Monday, November 19, 2018

Thanksgiving Trials and Tribulations

by Dianna Foley, RHIA, CHPS, CCS 

It’s Thanksgiving at the Klutz family home, a beautifully restored single-family home with a large backyard.  Today began with Mrs. Klutz silently hoping to avoid any trips to the ER, after the seemingly countless number of trips that were made there on Halloween. 

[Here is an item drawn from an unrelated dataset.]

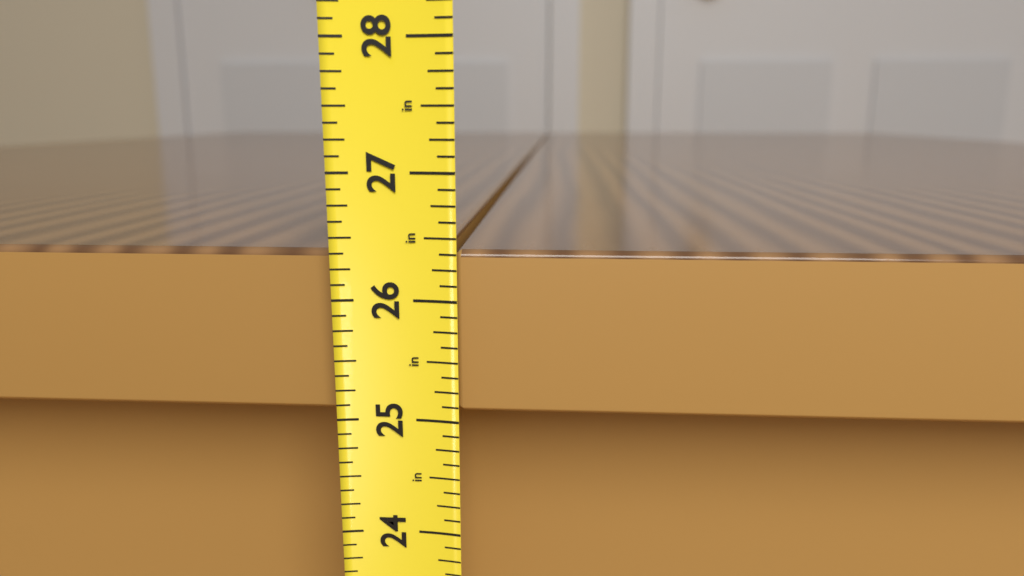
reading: 26.375 in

The family all piled into the car to head downtown for the Thanksgiving Day Parade in which Egon would be playing the tuba with the high school band.  All was well, until Egon, unfortunately, stepped in a hole in the middle of Main Street (the business street of town), severely twisting his left ankle.  Mr. Klutz took Egon, Mrs. Klutz grabbed the tuba, and the other four children proceeded to the car (making their own mini-parade) for the first ER trip of the day.  X-rays revealed the good news being that no bones were broken; the ankle was just badly sprained.  The doctor recommended ice and elevation of the leg along with rest. 
 
Mr. Klutz got Egon situated on the couch with his leg propped up on the coffee table, and then went to play a game of touch football with Peter along with a few other neighborhood boys and their dads in the community park at the end of the street.  Mrs. Klutz took Janine and little Dana to the kitchen to begin preparing their Thanksgiving dinner. 

Things were going smoothly until Mrs. Klutz heard the back door slam and saw Mr. Klutz burst into the kitchen.  He said that Raymond had fallen out the oak tree that he’d been climbing in the backyard, quick to add that he seemed okay, just a little hobbling, but thought it best to take him to the ER to be checked out.  Mr. Klutz’s sudden entrance startled Janine who had been lifting a large, cast iron pot of peeled potatoes to put on the stove, but instead dropped it on her right foot.  With tears welling in her eyes, Mr. Klutz hurried her to the car as well, and off to the ER he went with Janine and Peter.  Another round of x-rays concluded that Janine had a broken second metatarsal, while Raymond had a left distal tibial fracture.  An ortho boot was provided to Janine, and a splint for Raymond.  Mr. Klutz returned home with both children and placed them on the couch next to Egon.            

Mrs. Klutz was still working on dinner so Mr. Klutz went to get Peter who was still playing football.  He was just in time to see Peter get tackled at the knees and go down in a slump.  (Touch football had evolved in Mr. Klutz’s absence.)  He helped his son to the car, informed Mrs. Klutz of yet another ER visit and drove off.  Peter’s x-rays showed a lateral dislocation of his right patella which the ER physician successfully manipulated back into place.  Upon his return home, Peter’s siblings made room for him on the couch, adding yet another leg to the coffee table.

Both Klutz parents kept a watchful eye on little Dana, fearful that she would somehow hurt herself, too.  But as the late afternoon wore on, little Dana remained uninjured.  Until, that is, she went to get herself a drink of water in the bathroom and dropped the glass on the tile where it shattered.  Frightened she ran (in her bare feet) over the glass to find her mother who promptly took her to the ER to have the embedded glass and small lacerations on her left foot tended. 

That evening, the Klutz couch was full of children all with legs propped on the coffee table.  Mr. and Mrs. Klutz sighed and gave thanks that another day of ER visits was over…..for now!